Beltmatic

The premise of Beltmatic is deceptively simple. You are given an infinite procedurally generated map. Scattered across this landscape are mines, but they don't yield coal or copper. They yield integers.

To fulfill these orders, you must physically construct mathematical equations using belts and logic gates. beltmatic

Headline: Mathematics is the New Factory: Why Beltmatic is the Puzzle Game Engineers Didn’t Know They Needed The premise of Beltmatic is deceptively simple

In a genre dominated by conveyor belts moving physical objects—ores, plates, and gears—Beltmatic asks a simple question: What if the items on the belts were numbers?
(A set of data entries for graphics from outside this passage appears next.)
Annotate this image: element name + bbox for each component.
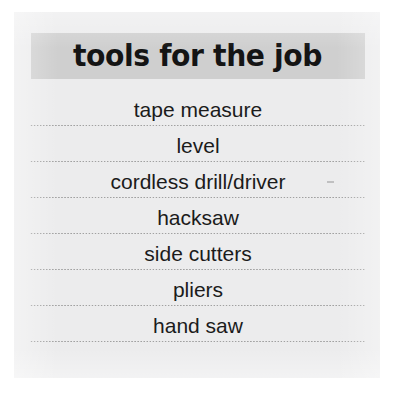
dotted-separator: [30, 304, 366, 307]
list-item: hand saw: [30, 311, 366, 347]
dotted-separator: [30, 340, 366, 343]
list-item-label: side cutters: [30, 241, 366, 267]
tools-list: tape measure level cordless drill/driver…: [30, 95, 366, 347]
tools-card: tools for the job tape measure level cor…: [14, 12, 380, 378]
dotted-separator: [30, 232, 366, 235]
header-banner: tools for the job: [31, 33, 365, 79]
list-item-label: cordless drill/driver: [30, 169, 366, 195]
list-item: level: [30, 131, 366, 167]
list-item: hacksaw: [30, 203, 366, 239]
dotted-separator: [30, 124, 366, 127]
list-item: side cutters: [30, 239, 366, 275]
list-item-label: hand saw: [30, 313, 366, 339]
list-item-label: tape measure: [30, 97, 366, 123]
list-item: cordless drill/driver: [30, 167, 366, 203]
list-item-label: hacksaw: [30, 205, 366, 231]
document-page: tools for the job tape measure level cor…: [0, 0, 394, 401]
list-item-label: level: [30, 133, 366, 159]
list-item-label: pliers: [30, 277, 366, 303]
scan-artifact: [327, 181, 334, 183]
dotted-separator: [30, 196, 366, 199]
dotted-separator: [30, 268, 366, 271]
list-item: pliers: [30, 275, 366, 311]
list-item: tape measure: [30, 95, 366, 131]
page-title: tools for the job: [73, 41, 322, 71]
dotted-separator: [30, 160, 366, 163]
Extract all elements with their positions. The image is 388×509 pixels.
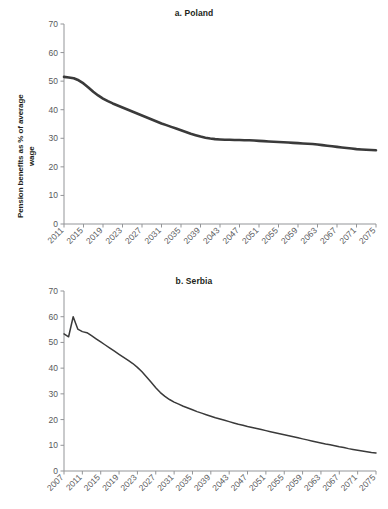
x-tick-label: 2071 (337, 225, 358, 246)
x-tick-label: 2031 (155, 472, 176, 493)
x-tick-label: 2035 (173, 472, 194, 493)
x-tick-label: 2023 (118, 472, 139, 493)
x-tick-label: 2043 (210, 472, 231, 493)
y-tick-label: 30 (49, 389, 59, 399)
x-tick-label: 2059 (279, 225, 300, 246)
x-tick-label: 2019 (100, 472, 121, 493)
x-tick-label: 2043 (201, 225, 222, 246)
x-tick-label: 2011 (64, 472, 84, 492)
x-tick-label: 2075 (357, 472, 378, 493)
y-tick-label: 10 (49, 190, 59, 200)
x-tick-label: 2063 (302, 472, 323, 493)
x-tick-label: 2051 (247, 472, 268, 493)
y-tick-label: 10 (49, 440, 59, 450)
x-tick-label: 2015 (82, 472, 103, 493)
x-tick-label: 2059 (284, 472, 305, 493)
x-tick-label: 2027 (123, 225, 144, 246)
x-tick-label: 2011 (45, 225, 65, 245)
x-tick-label: 2027 (137, 472, 158, 493)
y-tick-label: 70 (49, 286, 59, 296)
y-tick-label: 60 (49, 48, 59, 58)
y-tick-label: 20 (49, 415, 59, 425)
x-tick-label: 2039 (192, 472, 213, 493)
x-tick-label: 2067 (320, 472, 341, 493)
y-tick-label: 40 (49, 363, 59, 373)
chart-panel-serbia: b. Serbia Pension benefits as % of avera… (0, 262, 388, 509)
y-tick-label: 50 (49, 337, 59, 347)
y-tick-label: 30 (49, 133, 59, 143)
x-tick-label: 2071 (339, 472, 360, 493)
x-tick-label: 2039 (181, 225, 202, 246)
x-tick-label: 2063 (298, 225, 319, 246)
x-tick-label: 2047 (228, 472, 249, 493)
x-tick-label: 2067 (318, 225, 339, 246)
y-tick-label: 50 (49, 76, 59, 86)
x-tick-label: 2019 (84, 225, 105, 246)
plot-area-poland: 0102030405060702011201520192023202720312… (0, 0, 388, 262)
series-line-poland (64, 77, 376, 150)
y-tick-label: 70 (49, 19, 59, 29)
series-line-serbia (64, 317, 376, 453)
y-tick-label: 20 (49, 162, 59, 172)
x-tick-label: 2075 (357, 225, 378, 246)
x-tick-label: 2023 (103, 225, 124, 246)
x-tick-label: 2055 (265, 472, 286, 493)
x-tick-label: 2035 (162, 225, 183, 246)
x-tick-label: 2055 (259, 225, 280, 246)
plot-area-serbia: 0102030405060702007201120152019202320272… (0, 262, 388, 509)
x-tick-label: 2007 (45, 472, 66, 493)
y-tick-label: 60 (49, 312, 59, 322)
y-tick-label: 40 (49, 105, 59, 115)
x-tick-label: 2031 (142, 225, 163, 246)
x-tick-label: 2015 (64, 225, 85, 246)
x-tick-label: 2047 (220, 225, 241, 246)
chart-panel-poland: a. Poland Pension benefits as % of avera… (0, 0, 388, 262)
x-tick-label: 2051 (240, 225, 261, 246)
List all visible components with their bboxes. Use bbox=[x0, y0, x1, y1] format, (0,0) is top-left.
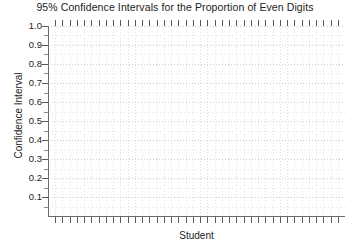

To fulfill these orders, you must physically construct

Developed by bytez, Beltmatic strips away the heavy machinery of games like Factorio or Satisfactory and replaces it with raw arithmetic. It is a game about flow, logic, and the beautiful chaos of exponential growth. It is not just about building a factory; it is about building a calculator—with no instructions included.


Beltmatic machines have internal buffers. If a Multiplier outputs a 9 but the belt ahead is full, the machine stalls. This is called "back-pressure." Use Storage Chests (buffers) to hold overflow. If your Adder produces 10s faster than the Delivery can accept them, store the excess so the Adder keeps working. When the Delivery empties, the buffer dumps its load instantly.